10 December 2007

An Oblong Solar System? Voyager2 Meets the Termination Shock Closer to Sun than Voyager 1

Voyager 2 met the edges of the heliopause 1 billion miles closer to the sun than did Voyager 1. That demonstrates an "oblongness" of the solar system caused by a compression effect from the interstellar "medium."
Because Voyager 2 crossed the heliosheath boundary, called the solar wind termination shock, about 10 billion miles away from Voyager 1 and almost a billion miles closer to the sun, it confirmed that our solar system is “squashed” or “dented”– that the bubble carved into interstellar space by the solar wind is not perfectly round. Where Voyager 2 made its crossing, the bubble is pushed in closer to the sun by the local interstellar magnetic field.

“Voyager 2 continues its journey of discovery, crossing the termination shock multiple times as it entered the outermost layer of the giant heliospheric bubble surrounding the Sun and joined Voyager 1 in the last leg of the race to interstellar space.” said Voyager Project Scientist Dr. Edward Stone of the California Institute of Technology, Pasadena, Calif.

The solar wind is a thin gas of electrically charged particles (plasma) blown into space by the sun. The solar wind blows in all directions, carving a bubble into interstellar space that extends past the orbit of Pluto. This bubble is called the heliosphere, and Voyager 1 was the first spacecraft to explore its outer layer, when it crossed into the heliosheath in December 2004. As Voyager 1 made this historic passage, it encountered the shock wave that surrounds our solar system called the solar wind termination shock, where the solar wind is abruptly slowed by pressure from the gas and magnetic field in interstellar spac
Physorg
The ability to explore the very boundaries of the solar system is exciting for scientists at NASA's JPL. We are just beginning to understand some of the basic mechanisms of how the sun generates the solar wind, and the effect the solar wind has on the planets and the region of space surrounding the solar system.

Parts of the solar wind travel away from the sun at velocities above 1 million miles per hour. A solar sail that could tap into such swift winds could serve our early explorations of the solar system in the same way that canvas sails served the early exploration of earth's seas and oceans.

The sun throws enormous energies into local space, with Earth's atmosphere and magnetosphere interacting with a portion of that. At this time, very little is known of the sun's effect on Earth's weather and climate. But it makes sense to pay attention to the sun--to try to find out more about its part in our story.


→ **Task objective**: When you reach the line that contains "Describe the element" below, transcribe it and each line after it word for word to the end of the records, omitting pictures.

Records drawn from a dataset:
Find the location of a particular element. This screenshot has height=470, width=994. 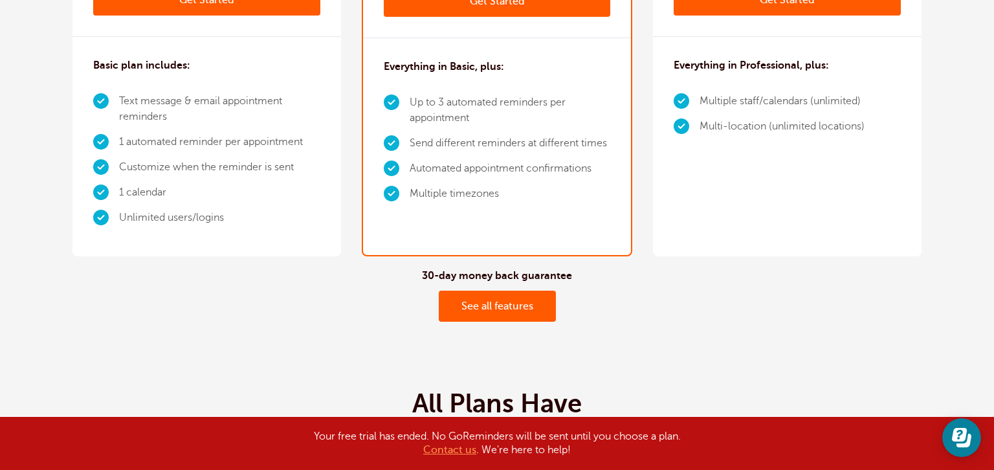

h3: Everything in Basic, plus: is located at coordinates (444, 67).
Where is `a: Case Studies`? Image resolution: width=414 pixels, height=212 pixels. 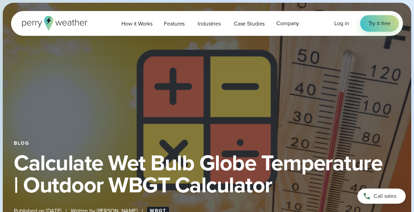
a: Case Studies is located at coordinates (249, 23).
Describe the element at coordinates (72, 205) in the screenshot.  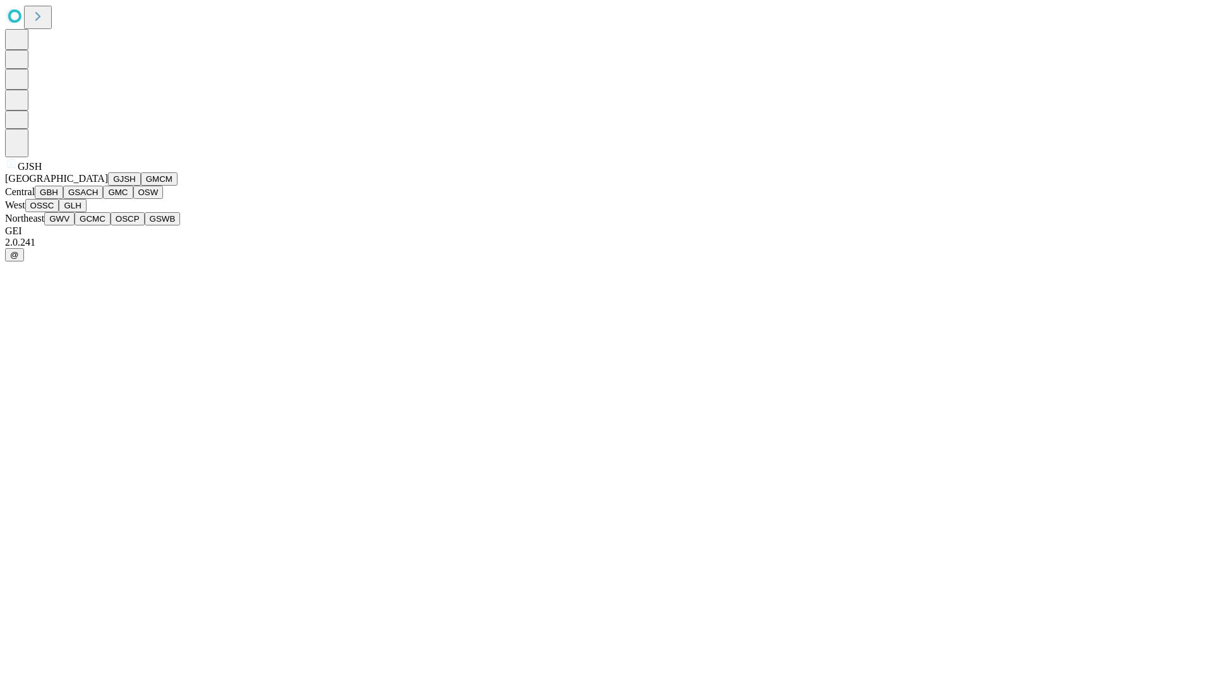
I see `button: GLH` at that location.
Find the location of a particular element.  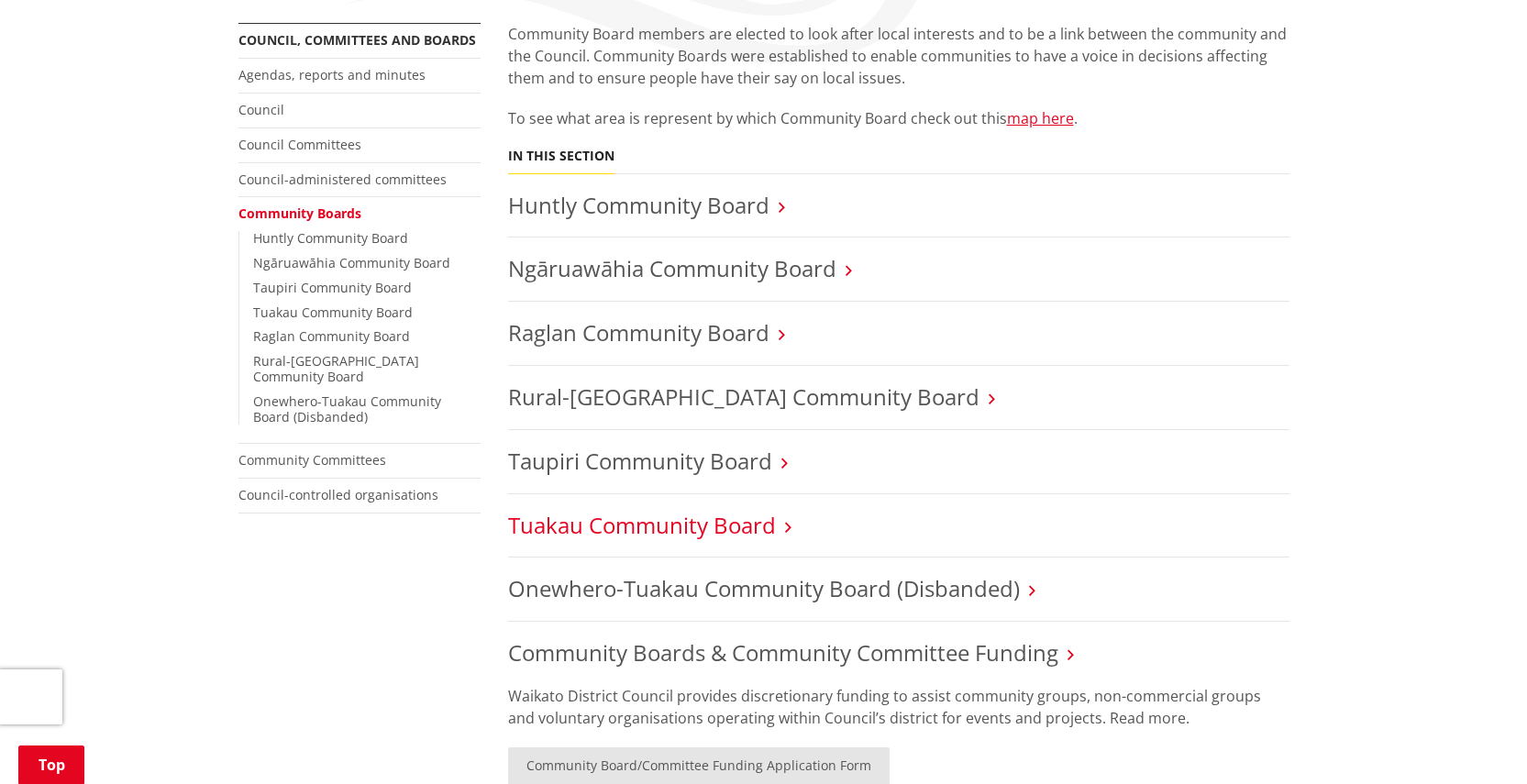

a: Council-controlled organisations is located at coordinates (339, 494).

→ **Written solution**:
Describe the element at coordinates (72, 205) in the screenshot.  
I see `button: GLH` at that location.
Find the location of a particular element.  

a: Council-controlled organisations is located at coordinates (339, 494).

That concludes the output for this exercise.